Net profits in the October-December period were KRW 8.46 trillion ($7.6 billion or roughly Rs. 54,000 crores), it said, down 31 percent year-on-year. 

The firm is the flagship subsidiary of the giant Samsung Group, by far the biggest of the family-controlled conglomerates that dominate business in the world's 11th-largest economy, and it is crucial to South Korea's economic health.

It has enjoyed record profits in recent years despite a series of setbacks, including a humiliating recall and the jailing of its de facto chief. But now the picture is changing, with chip prices falling as global supply increases and demand weakens.

It also has to contend with increasingly tough competition in the smartphone market from Chinese rivals like Huawei - which surpassed Apple to take second place last year -- offering quality devices at lower prices.

"Unfavourable business and macroeconomic factors led to slower performance in the final quarter," Samsung Electronics said in a statement, when "earnings were affected by a drop in demand for memory chips used in data centres and smartphones."

It expected demand for chips to stay weak in the January-March period, "due to seasonality and macroeconomic uncertainties".

Uncertainties over US-China trade tensions and China's sluggish economy bode ill for global electronics makers in 2019, pressuring demand for memory chips, smartphones and display panels, analysts say. But some investors are hoping for a recovery for Samsung in the second half, fueled by chip sales to data centres, the rollout of 5G wireless technology and the launch of new gadgets including its long-promised, high-end foldable smartphone.

"If Samsung's foldable smartphone becomes a hit, it will be a good factor for Samsung's shares," Park Jung-hoon, a fund manager at HDC Asset Management which holds Samsung Electronics stock, told Reuters.

The South Korean firm's chips power the handsets of most major smartphone makers, including Apple and China's market leader, Huawei. Its memory and processor chips account for about 72 percent of overall profit.

Samsung said memory demand was expected to remain weak in the first quarter before improving gradually from the second, helped by sales to cloud-computing companies. Data centres have been one of the brightest spots for the memory chip market due to the growing need for cloud computing services for the e-commerce and data analytics industries. Such demand faltered late last year, partly because some Chinese buyers seem to have bought chips earlier than usual amid fears about US-China trade tensions, according to Intel. Nvidia and Intel both recently flagged stagnating growth in data centre sales.

Samsung's chip division fell 29 percent to KRW 7.8 trillion (roughly Rs. 50,000 crores), the company said. Its mobile division logged a KRW 1.5 trillion (roughly Rs. 9,500 crores) profit, down 38 percent from a year ago. While overall smartphone sales would remain flat this year, average prices would rise as more devices were built with expensive features like multi-cameras, Samsung said.

Samsung confirmed that it will roll out foldable smartphones and 5G devices this year. Its new flagship Galaxy series will be unveiled next month, but no date has been set for the launch of the foldable device. The South Korean giant has been struggling to defend its top rank in the global smartphone market against competition from Chinese rivals like Huawei, which last week said it could overtake Samsung this year.

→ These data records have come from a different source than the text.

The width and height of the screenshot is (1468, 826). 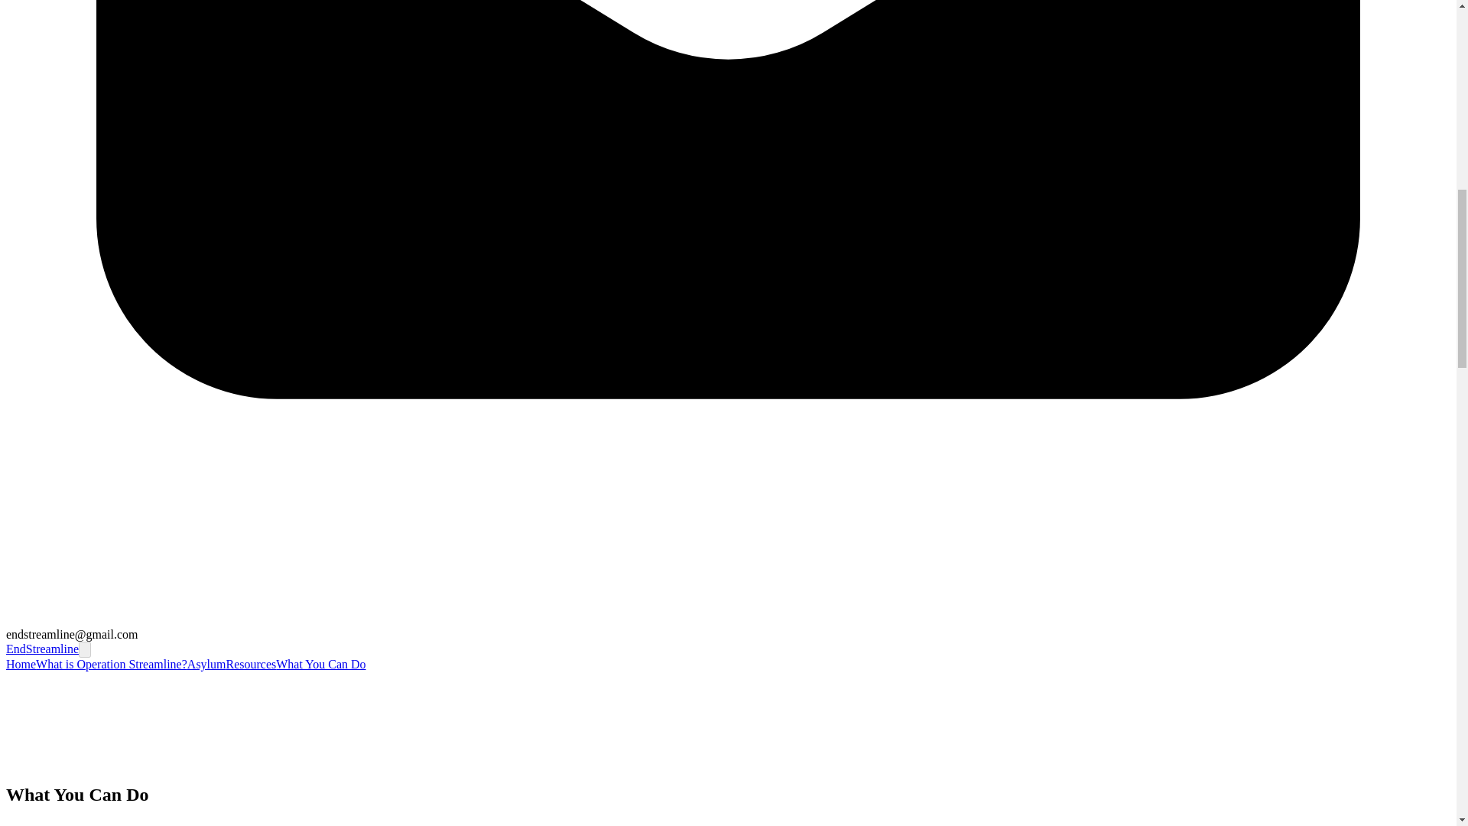 What do you see at coordinates (320, 664) in the screenshot?
I see `What You Can Do` at bounding box center [320, 664].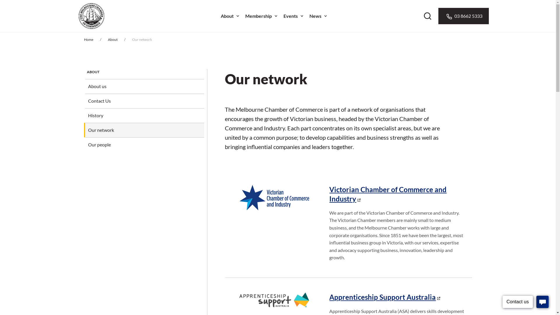 Image resolution: width=560 pixels, height=315 pixels. What do you see at coordinates (146, 101) in the screenshot?
I see `Contact Us` at bounding box center [146, 101].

It said it was "reorganising" its mass-market line-up "to better promptly respond to rapid changing market trends and the needs of target customers". While it leads the global smartphone market with a 20 percent share, "Samsung is losing ground to Huawei, Xiaomi and other Chinese rivals in the huge China and India markets", Neil Mawston of Strategy Analytics said in a report after the South Korean firm flagged the figures earlier this month.

In a bid to attract consumers in China, Samsung launched a series of mid-range phones last year, including the Galaxy A6s priced around $200 (roughly Rs. 14,000) and designed by a Chinese manufacturer, which the company said it had never done before.

But that did little to restore its sales in the world's largest smartphone market, where it once had a 20 percent share but has seen that tumble to less than one percent in the third quarter. Last month, it announced the closure of its factory in Tianjin.

Samsung is not the only tech giant troubled by weak Chinese sales. Apple said in an earnings report Tuesday that its revenue plunged almost 27 percent in the Greater China region in the most recent quarter.

The company's display businesses, it said, would be hit by "slow sales of premium smartphones", increasing competition, and "large-scale capacity expansions in the industry".

For the full year 2018, the firm reported record net profits of KRW 44.3 trillion, up 5.1 percent year-on-year. But it projected overall earnings to fall this year, "due to weaker performance by the memory business".